"No," said Belinda, still smiling, and putting her hand over her glass. "'Enough's' heaps better than a feast.... I like to sparkle, but I don't want to boil over...."
"Oh, Belinda! Belinda!" said her step-mother.
Sophy came to the rescue.
"An old negro said the best thing I've ever heard about the way that champagne makes one feel," she remarked lightly. "I gave him a glass one Christmas at Sweet-Waters. He'd never tasted champagne before, and I asked him if he liked it. He said: 'Laws, Miss Sophy—dat I does! I feels like I'se done hit dee funny-bones all over me!'"
While every one was laughing at this, she rose. Harold Grey excused himself to "write letters." "Good riddance!" Loring muttered to Belinda, as Harold disappeared and they followed Sophy and Mrs. Horton towards the drawing-room.
Loring was in his usual after-dinner state—not tipsy, but over-excited. He flashed a side-glance of appraisal. "You've bloomed into an out-and-out beauty, Linda. But I don't suppose you need me to tell you that."
"I think I rather do, Morry."
"Oh, cut it, Linda! Don't try the 'maiden-modesty' act on me.... You know as well as I do that you're a dazzler."
They had lingered by the front door, instead of going on into the drawing-room. A full moon was rising. As Belinda stood in the open doorway, one side of her face and figure was silver, and one golden from the hall lamps. She looked like a wonderful figure of mingled fires. In the strange illumination of her face, her eyes burned dark and full. She and Loring leaned against the opposite door-jambs, gazing at each other.
"I can't get over your being 'grown up,'" Morris said a little thickly, as she did not reply to his last remark.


#### PROBLEM STATEMENT
From the line with "Describe the element at coordinates (63, 52)" through the last line of the records below, both ends included, transcribe only those lines, exactly, and omit the pictures.

#### RECORDS TO USE
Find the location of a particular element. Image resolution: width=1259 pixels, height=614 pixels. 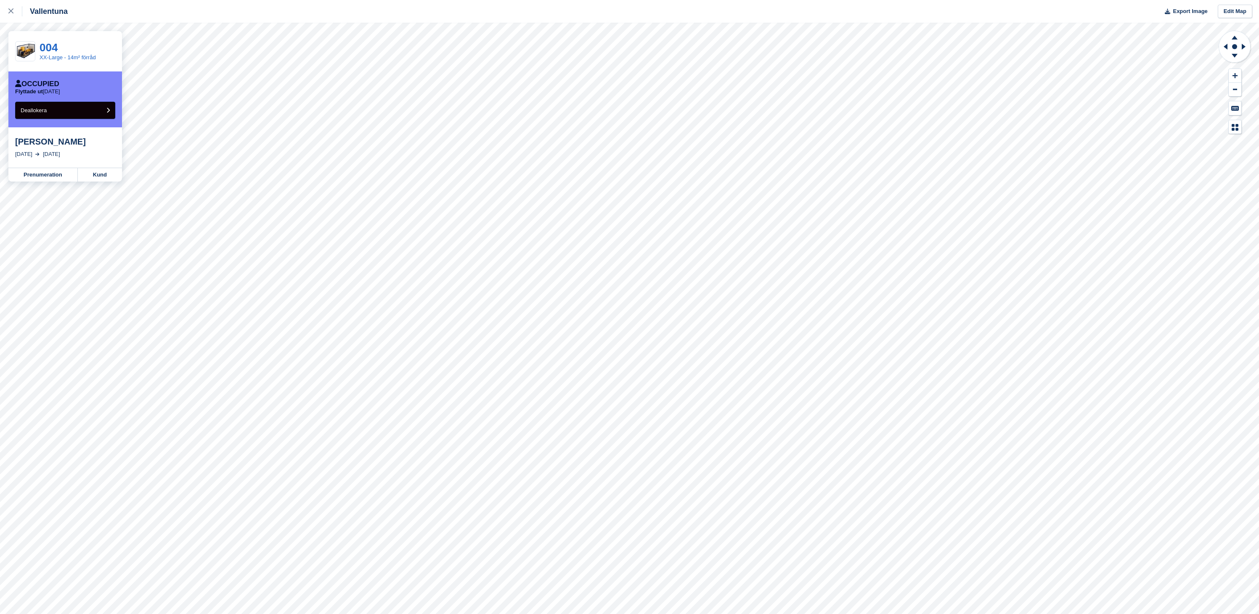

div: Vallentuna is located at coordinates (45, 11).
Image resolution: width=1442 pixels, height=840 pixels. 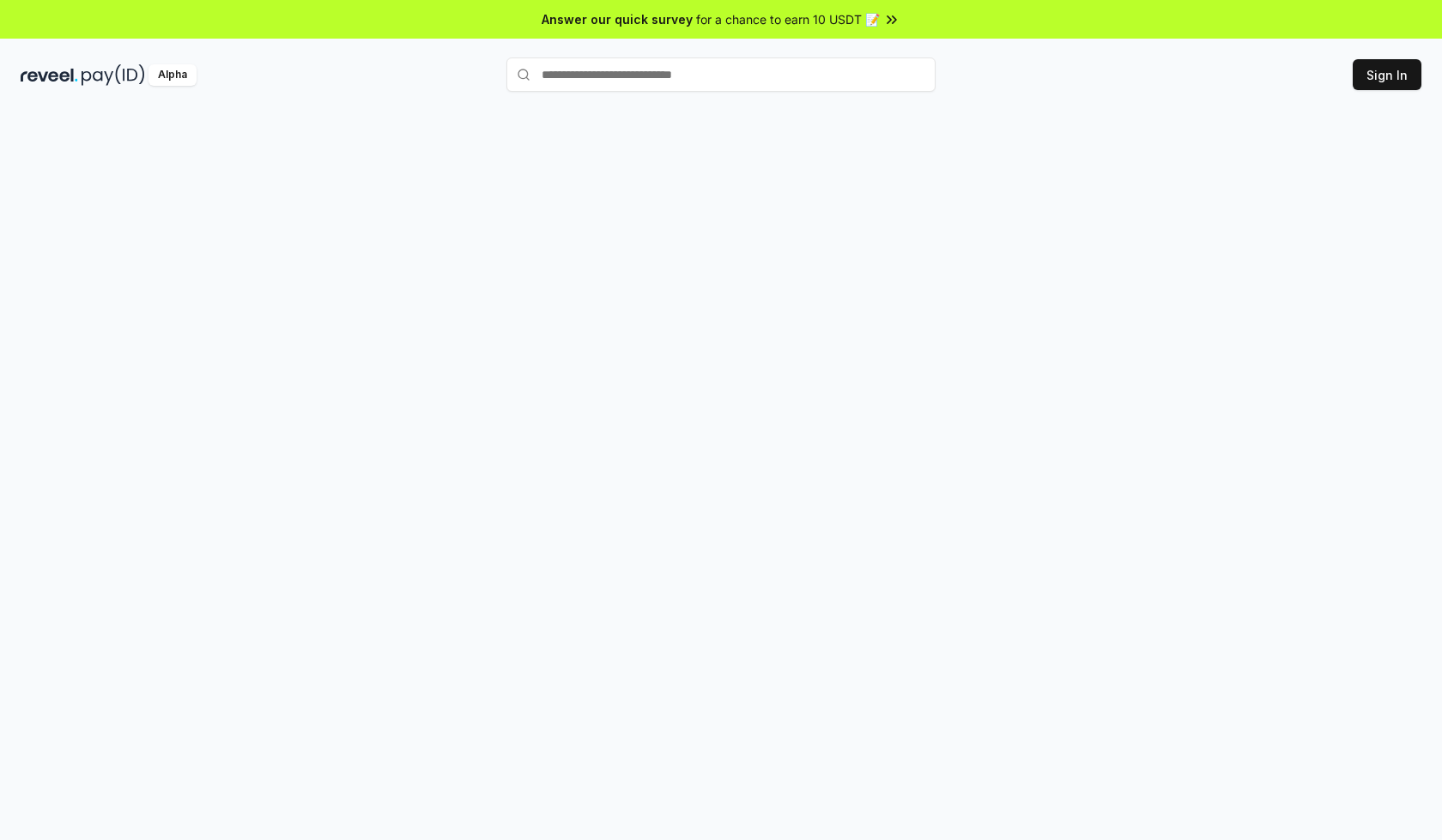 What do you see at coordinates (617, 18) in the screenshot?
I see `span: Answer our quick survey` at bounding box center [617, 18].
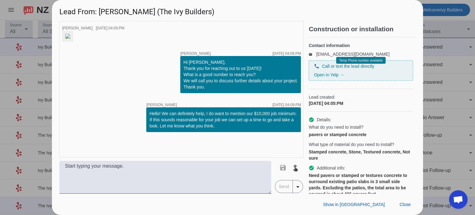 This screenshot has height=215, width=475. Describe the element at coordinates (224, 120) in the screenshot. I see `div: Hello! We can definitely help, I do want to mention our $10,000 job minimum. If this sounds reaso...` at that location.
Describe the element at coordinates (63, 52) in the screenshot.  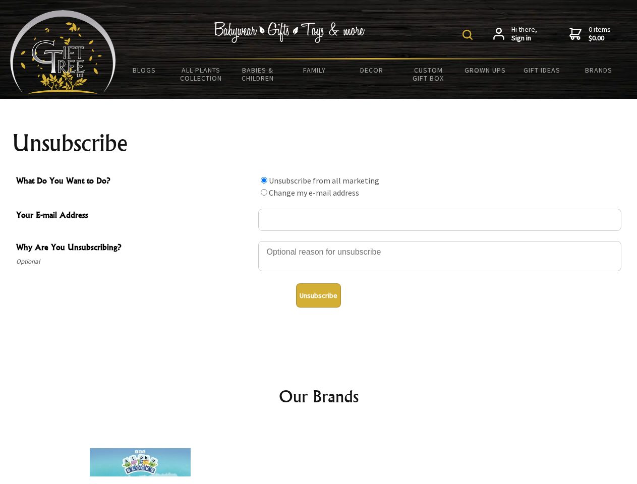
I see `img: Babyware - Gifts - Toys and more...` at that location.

#### TASK RESULT
Describe the element at coordinates (63, 52) in the screenshot.  
I see `img: Babyware - Gifts - Toys and more...` at that location.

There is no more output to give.